How much more of the SNC-Lavalin scandal can the Liberals take? The matter has derailed their agenda for almost eight weeks. It keeps chugging along, superseding the budget and now the federal carbon tax (in effect as of Monday, in case you forgot) as a news story.
It has provoked the resignation of two cabinet ministers, Jody Wilson-Raybould and Jane Philpott, as well as the PM’s chief adviser, Gerald Butts, and the clerk of the Privy Council, Michael Wernick. And in an homage to Watergate, we now have a tape featuring Wernick and Wilson-Raybould doing a pas-a-deux around the core of this whole affair: prosecutorial independence and the rule of law.
On the recording, Wernick clearly articulates that Prime Minister Justin Trudeau wants the deferred prosecution agreement done “one way or the other.” Just as clearly, Wilson-Raybould articulates that the pressure being applied is inappropriate and constitutes political interference. The implication of their exchange is clear.
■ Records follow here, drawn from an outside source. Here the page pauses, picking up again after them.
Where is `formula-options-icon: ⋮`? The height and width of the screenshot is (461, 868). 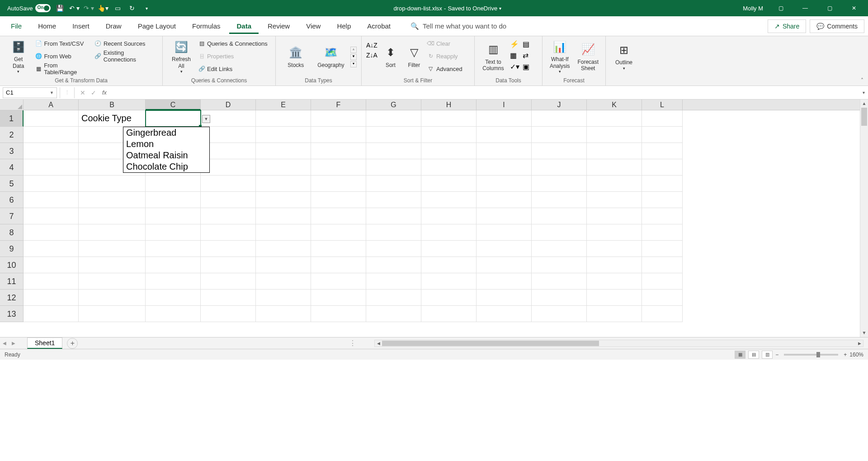
formula-options-icon: ⋮ is located at coordinates (67, 92). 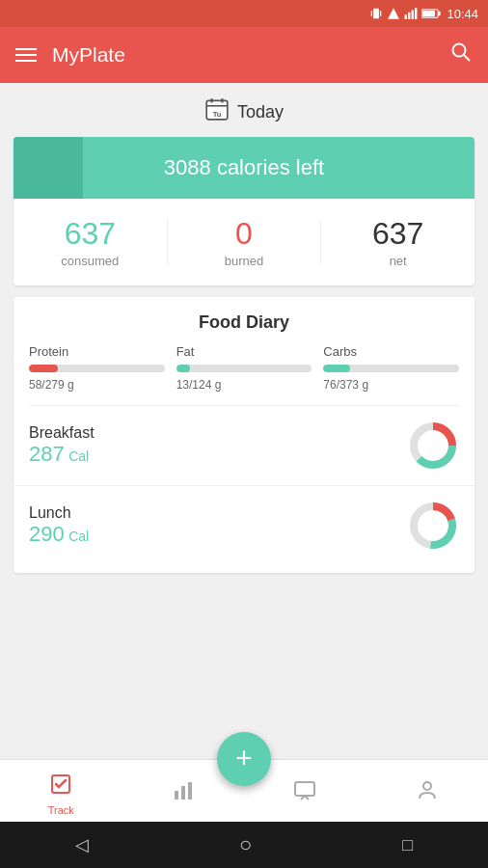 What do you see at coordinates (245, 242) in the screenshot?
I see `burned-stat: 0 burned` at bounding box center [245, 242].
The PM lied when he said that Wilson-Raybould never conveyed that she felt pressured. “Oh, if she had only come to me,” he sorrowfully intoned at many a subsequent press conference.
It’s now clear that Trudeau’s emissaries knew full well of her discomfort, and that nothing would be achieved by going to the very person who was demanding that she do what she knew to be wrong.